ABSTRACT

This scene contrasts sharply with the passivity and alienation Michel de Certeau evokes in the passage that begins this chapter. If de Certeau raises the possibility that readers of literary works may become writers (if only by scribbling in the margins, underlining key passages, etc.), he maintains little such hope for the viewers of television. Broadcast technology resists popular colonization; the concentration of economic power and cultural production seems so immense that there are much more limited opportunities for viewers to directly intervene in the production process. No longer a writer, the television viewer becomes “pure receiver,” the perfect counter-part to the broadcaster, the ideal consumer of advertised

goods.
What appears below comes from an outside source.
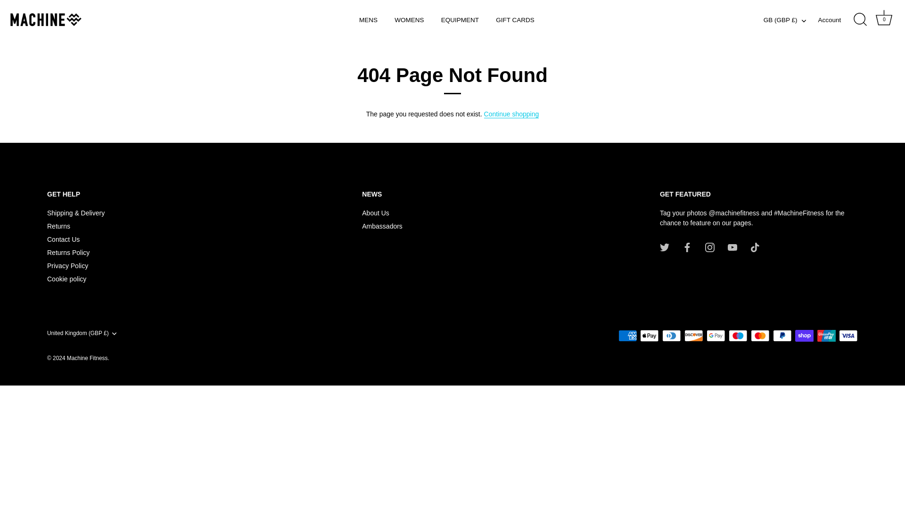 Image resolution: width=905 pixels, height=509 pixels. Describe the element at coordinates (693, 336) in the screenshot. I see `Discover` at that location.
De Certeau’s belief in the powers of textual poachers stumbles here against his anxieties about the powers of the broadcasting industry and the general bias against technology within his account: “The reader’s increased autonomy does not protect him, for the media extend their power over his imagination, that is, over everything he lets emerge from himself into the nets of the text-his fears, his dreams” (De Certeau 1984, 176). De Certeau again displays his concern about the ideological implications of the viewer’s “surrendered intimacy,” the fan’s emotional proximity to the text. De Certeau fears that the reader may be drawn too close to the television screen, may submit too fully to its fascinations to be able to extract a personal vision from its compelling images.